The bridge.
To be settled in Brooklyn once again comes as a surprising relief. With two former students (city neophytes) in tow, I made a return pilgrimage to Poets House today, not long after having strolled through much of SoHo and a bit of Little Italy. I continue to be amazed that I did not know this lovely and serene place before, though how or when I would have heard about it, I'm not sure. What I do know is that if I were going to be in the city for an extended amount of time, I'd be spending some considerable amount of it at those tables, with those volumes.
I have long had a problem with traveling to cities which have many bookstores; when I was still visiting Chicago on a fairly regular basis, I would come home (on the train, on the plane) with stacks of used books (one of which actually birthed my dissertation project; one never knows where the spark will be). My suitcase would generally be almost too heavy to lift. Sometimes it was bad enough that I would pack a separate box of books and carry *that* on the plane, or check it through to wherever I was returning to. This trip's endgame is going to involve some sleight of hand in the packing department, I fear, as I continue my late summer project of amassing things related to the newest dimension of my vocation.

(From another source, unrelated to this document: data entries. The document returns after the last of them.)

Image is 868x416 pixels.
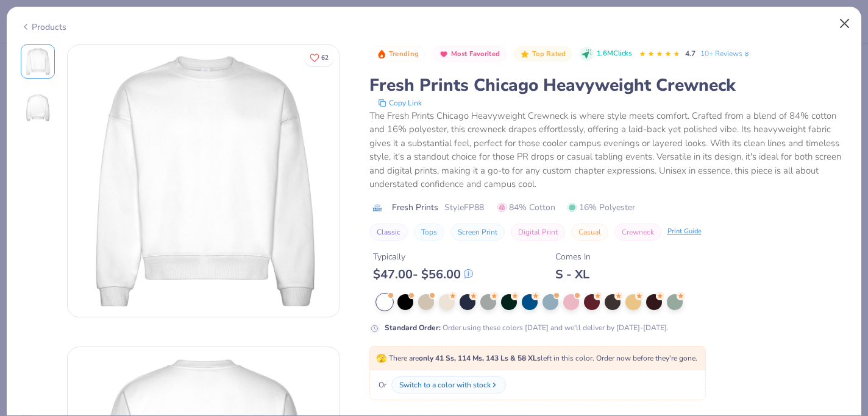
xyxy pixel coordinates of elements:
[304,48,334,66] button: Like
[439,49,449,59] img: Most Favorited sort
[571,224,608,240] button: Casual
[370,47,426,62] button: Badge Button
[419,353,541,363] strong: only 41 Ss, 114 Ms, 143 Ls & 58 XLs
[373,250,473,263] div: Typically
[399,379,491,391] div: Switch to a color with stock
[700,48,751,59] a: 10+ Reviews
[555,267,590,282] div: S - XL
[520,49,529,59] img: Top Rated sort
[369,109,847,191] div: The Fresh Prints Chicago Heavyweight Crewneck is where style meets comfort. Crafted from a blend ...
[377,49,386,59] img: Trending sort
[21,20,66,34] div: Products
[23,47,52,76] img: Front
[68,45,339,317] img: Front
[414,224,444,240] button: Tops
[374,97,426,109] button: copy to clipboard
[385,322,669,333] div: Order using these colors [DATE] and we'll deliver by [DATE]-[DATE].
[376,353,697,363] span: There are left in this color. Order now before they're gone.
[511,224,565,240] button: Digital Print
[685,48,695,58] span: 4.7
[391,376,506,394] button: Switch to a color with stock
[432,47,506,62] button: Badge Button
[555,250,590,263] div: Comes In
[497,201,555,214] span: 84% Cotton
[596,48,631,59] span: 1.6M Clicks
[321,55,329,61] span: 62
[369,74,847,97] div: Fresh Prints Chicago Heavyweight Crewneck
[376,353,386,364] span: 🫣
[444,201,484,214] span: Style FP88
[833,12,856,35] button: Close
[451,50,500,57] span: Most Favorited
[385,323,441,332] strong: Standard Order :
[450,224,505,240] button: Screen Print
[514,47,572,62] button: Badge Button
[667,227,701,237] div: Print Guide
[376,379,386,391] span: Or
[567,201,635,214] span: 16% Polyester
[389,50,419,57] span: Trending
[639,45,680,64] div: 4.7 Stars
[23,93,52,122] img: Back
[614,224,661,240] button: Crewneck
[392,201,438,214] span: Fresh Prints
[369,203,386,212] img: brand logo
[532,50,566,57] span: Top Rated
[373,267,473,282] div: $ 47.00 - $ 56.00
[369,224,408,240] button: Classic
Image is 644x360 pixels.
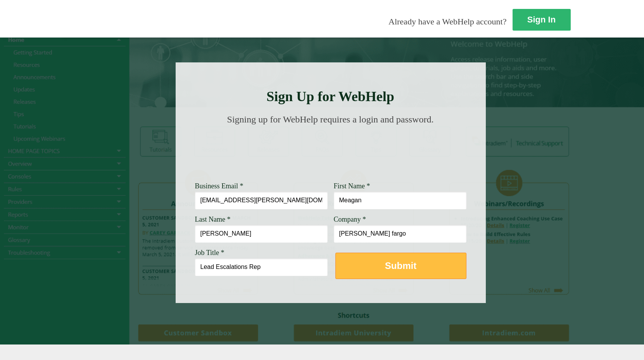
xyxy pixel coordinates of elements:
span: Company * [334,216,366,223]
span: Already have a WebHelp account? [389,16,506,27]
strong: Sign Up for WebHelp [266,88,394,104]
span: Business Email * [195,182,243,190]
span: Last Name * [195,216,231,223]
strong: Submit [385,261,416,271]
span: First Name * [334,182,370,190]
span: Signing up for WebHelp requires a login and password. [227,114,434,124]
strong: Sign In [527,15,556,24]
a: Sign In [513,9,571,31]
span: Job Title * [195,249,225,257]
button: Submit [336,253,466,279]
img: Need Credentials? Sign up below. Have Credentials? Use the sign-in button. [200,133,462,171]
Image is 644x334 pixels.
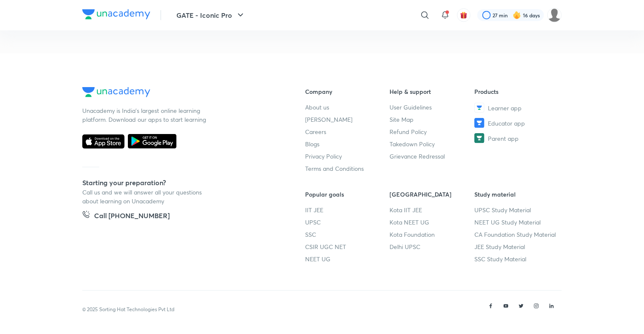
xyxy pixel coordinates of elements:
a: Blogs [305,140,390,149]
img: Parent app [475,133,484,143]
a: About us [305,103,390,112]
h6: Study material [475,190,559,199]
a: CA Foundation Study Material [475,230,559,239]
h5: Starting your preparation? [82,177,279,188]
p: © 2025 Sorting Hat Technologies Pvt Ltd [82,305,174,313]
a: User Guidelines [390,103,475,112]
img: Company Logo [82,87,150,97]
span: Learner app [488,104,522,113]
img: Deepika S S [547,8,562,22]
a: Delhi UPSC [390,242,475,251]
a: NEET UG Study Material [475,217,559,227]
a: UPSC Study Material [475,205,559,214]
a: Privacy Policy [305,152,390,161]
a: CSIR UGC NET [305,242,390,251]
a: UPSC [305,217,390,227]
img: streak [513,11,521,19]
a: [PERSON_NAME] [305,115,390,124]
a: Company Logo [82,10,150,22]
a: SSC [305,230,390,239]
h6: Popular goals [305,190,390,199]
h6: [GEOGRAPHIC_DATA] [390,190,475,199]
img: avatar [460,11,468,19]
button: GATE - Iconic Pro [172,6,251,24]
a: Parent app [475,133,559,143]
p: Unacademy is India’s largest online learning platform. Download our apps to start learning [82,106,209,124]
a: Company Logo [82,87,279,99]
img: Learner app [475,103,484,113]
a: Terms and Conditions [305,164,390,173]
a: Kota NEET UG [390,217,475,227]
h6: Help & support [390,87,475,96]
span: Parent app [488,134,519,143]
span: Careers [305,127,326,136]
a: Takedown Policy [390,140,475,149]
a: Refund Policy [390,127,475,136]
a: NEET UG [305,254,390,264]
img: Company Logo [82,10,150,19]
h5: Call [PHONE_NUMBER] [94,210,170,222]
a: Careers [305,127,390,136]
a: Kota Foundation [390,230,475,239]
a: SSC Study Material [475,254,559,264]
h6: Products [475,87,559,96]
button: avatar [457,9,471,22]
a: Kota IIT JEE [390,205,475,214]
img: Educator app [475,118,484,128]
span: Educator app [488,119,525,128]
a: IIT JEE [305,205,390,214]
a: Site Map [390,115,475,124]
a: Call [PHONE_NUMBER] [82,210,170,222]
p: Call us and we will answer all your questions about learning on Unacademy [82,188,209,205]
a: Learner app [475,103,559,113]
a: Grievance Redressal [390,152,475,161]
a: Educator app [475,118,559,128]
a: JEE Study Material [475,242,559,251]
h6: Company [305,87,390,96]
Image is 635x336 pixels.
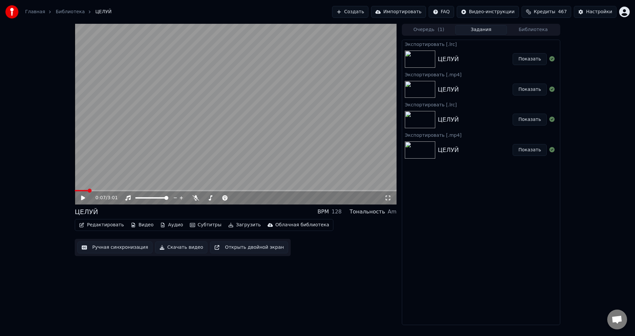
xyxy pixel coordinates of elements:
[96,195,106,201] span: 0:07
[437,26,444,33] span: ( 1 )
[586,9,612,15] div: Настройки
[558,9,567,15] span: 467
[155,242,208,254] button: Скачать видео
[317,208,329,216] div: BPM
[331,208,342,216] div: 128
[507,25,559,35] button: Библиотека
[521,6,571,18] button: Кредиты467
[332,6,368,18] button: Создать
[350,208,385,216] div: Тональность
[457,6,519,18] button: Видео-инструкции
[513,84,547,96] button: Показать
[226,221,264,230] button: Загрузить
[513,53,547,65] button: Показать
[75,207,98,217] div: ЦЕЛУЙ
[438,115,459,124] div: ЦЕЛУЙ
[77,242,152,254] button: Ручная синхронизация
[438,55,459,64] div: ЦЕЛУЙ
[402,40,560,48] div: Экспортировать [.lrc]
[388,208,396,216] div: Am
[438,85,459,94] div: ЦЕЛУЙ
[438,145,459,155] div: ЦЕЛУЙ
[455,25,507,35] button: Задания
[402,70,560,78] div: Экспортировать [.mp4]
[429,6,454,18] button: FAQ
[402,101,560,108] div: Экспортировать [.lrc]
[534,9,555,15] span: Кредиты
[574,6,616,18] button: Настройки
[607,310,627,330] div: Открытый чат
[403,25,455,35] button: Очередь
[371,6,426,18] button: Импортировать
[513,114,547,126] button: Показать
[275,222,329,228] div: Облачная библиотека
[56,9,85,15] a: Библиотека
[5,5,19,19] img: youka
[210,242,288,254] button: Открыть двойной экран
[157,221,186,230] button: Аудио
[107,195,118,201] span: 3:01
[95,9,111,15] span: ЦЕЛУЙ
[76,221,127,230] button: Редактировать
[25,9,112,15] nav: breadcrumb
[128,221,156,230] button: Видео
[513,144,547,156] button: Показать
[25,9,45,15] a: Главная
[187,221,224,230] button: Субтитры
[402,131,560,139] div: Экспортировать [.mp4]
[96,195,111,201] div: /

On the way home from Manhattan this afternoon, I finally broke down and did the thing I've always wanted to do but have always felt too dorky to try: taking some pictures from the Manhattan Bridge. It's a tricky thing to try: the bridge's girders intervene between your camera and the lower Manhattan skyline in an inconvenient way, and it's more difficult than you might think to get the Brooklyn Bridge to resolve itself against that skyline. The greatest difficulty, though, lies in the fact that the trains' windows are all in such rough shape that one can only see the city as through a glass, darkly. Or perhaps through a glass, scratchily. But if you were to put these two pictures together, you would have something like the expanse of the Brooklyn Bridge, as it appeared late this cool, overcast afternoon.
Whitman might have said it best (though what "it" is, I can't tell you), in his "Song of Joys" (from which I copied lines at, you guessed it, Poets House this afternoon):
O to sail to sea in a ship!Need I say more?
To leave this steady unendurable land,
To leave the tiresome sameness of the streets, the sidewalks and theh ouses,
To leave you O you solid motionless land, entering a ship,
To sail and sail and sail!
O to have life henceforth a poem of new joys!
To dance, clap hands, exult, shout, skip, leap, roll on, float on!
To bea sailor of the world bound for all ports,
A ship itself, (see indeed these sails I spread to the sun and air,)
A swift and swelling ship full of rich words, full of joys.